The slide gives us a little more detail too, giving us the code name of the new drives as “Mansion Beach” and “Brighton Beach.” They are both Optane SSDs that utilize PCIExpress 3 x4 and x2 ports, respectively. As part of the “Enthusiast workstation” range, we would expect prices on those drives to be quite steep initially, much like the Intel SSD 750 series.

What may be more exciting for those of us without thousands of dollars to throw at new hardware, though, is the Stony Beach “system acceleration” that the slide also details. It claims to use “Intel Optane Memory,” and uses the PCIExpress 3 x2 (or M.2.) ports.
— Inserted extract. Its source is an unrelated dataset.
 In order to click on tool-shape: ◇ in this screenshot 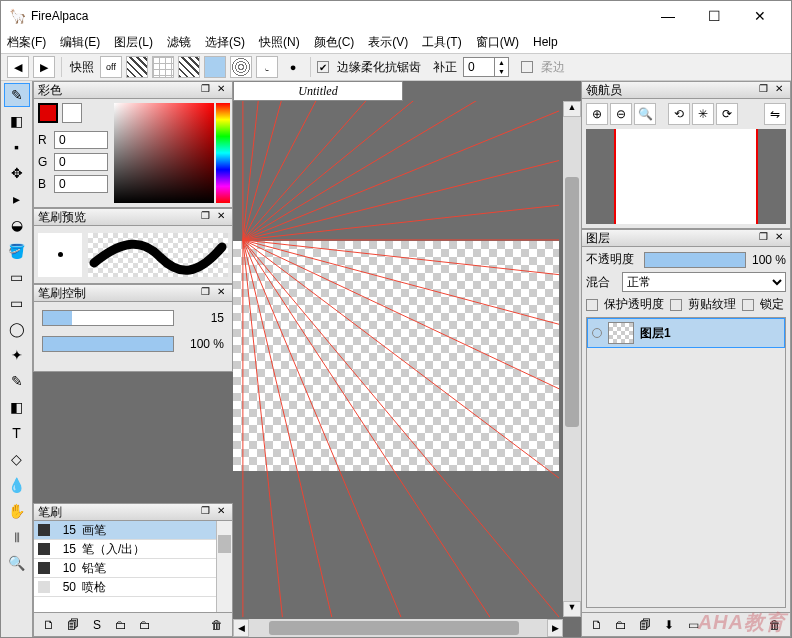, I will do `click(17, 459)`.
PCPer has speculated that this could act a little like a caching drive for today’s SSDs, much in the way those same drives can cache for hard drives in hybrid storage solutions.
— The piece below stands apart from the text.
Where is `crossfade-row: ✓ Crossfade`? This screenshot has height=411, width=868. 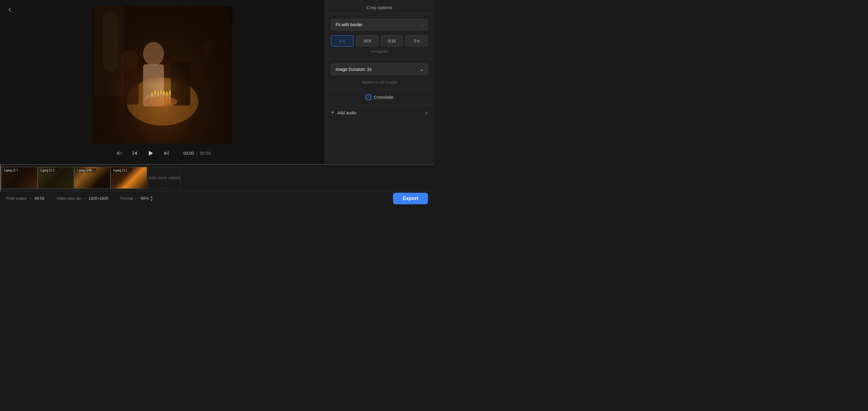 crossfade-row: ✓ Crossfade is located at coordinates (379, 97).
That may be the way most of us get our first taste of XPoint, and if it works in a similar manner to the hybrid drives we have now, it should give everyone a much more affordable taste of what sort of speed Optane drives can offer.
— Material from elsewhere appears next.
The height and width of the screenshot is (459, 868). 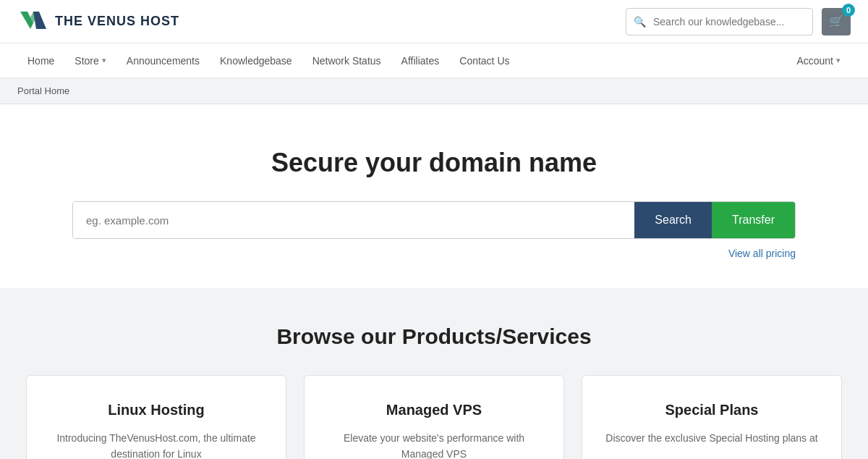 I want to click on nav-label-store: Store, so click(x=87, y=61).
Moving further along the slide, we can see that once we move beyond the Kaby Lake platform that Intel is still currently working on, we have refreshes of the Mansion and Carson Beach hardware as they ultimately improve over time.

Although undated, we will also see second generations of 3DNand storage for PCIEexpress and SATA connections sometime in the future.

Jon Martindale
Former Digital Trends Contributor
Jon Martindale is a freelance evergreen writer and occasional section coordinator, covering how to guides, best-of lists, and…
Game developer calls Intel flagship CPUs ‘defective’
Intel Core i9-13900K held between fingertips.

When it rains, it pours, at least for Intel -- or rather, its customers. As first reported in February, Intel's best CPUs have been crashing for months now, and the uproar that was previously limited to gamers is now spreading like wildfire to data centers and game studios. This time, Alderon Games, the studio behind Path of Titans, made a strong statement about the problem. The studio claims that Intel's 13th and 14th-gen CPUs have a "nearly 100%" failure rate, and as a result, Alderon Games is switching all of its servers to AMD.

Alderon Games didn't mince words in its statement, making it clear that there's something wrong with Intel's latest desktop processors. While mostly associated with consumer PCs, these CPUs are powerful enough to run game servers, too, and the lack of a fix over the last few months has become a problem for the company. Matthew Cassells, the founder of Alderon Games, mentioned issues such as crashes, instability, and corrupted SSDs and memory, with all of them only occurring on Intel's 13th and 14th-gen CPUs. Installing new BIOS and firmware updates didn't solve the problem.

Read more
Game dev on Intel’s unstable CPUs: ‘I might lose over $100K’
Intel's 14900K CPU socketed in a motherboard.

Intel's best processors have been crashing for months, and despite many attempts, the issue is nowhere near being fixed. In fact, the impact might be far worse than we thought.

Original reports about stability issues with the Core i9-13900K and the Core i9-14900K came from PC gamers, but now, we're hearing that they're crashing in servers, too. That can lead to serious damage, with one game dev estimating the instability may cost them up to $100K in lost players.

Read more
I was wrong — Nvidia’s AI NPCs could be a game changer
A character in an AI-driven dialogue tree by Nvidia.

I wasn’t a fan of the Covert Protocol demo that Nvidia showed me on a video call late last week. The short mystery demo features a handful of NPCs that are directed entirely by AI. There’s a door greeter, an executive waiting for a room, and a receptionist -- and all three featured what were, on the surface, bland dialogue trees generated with AI.

At GDC 2024, trying out the demo myself, I was converted.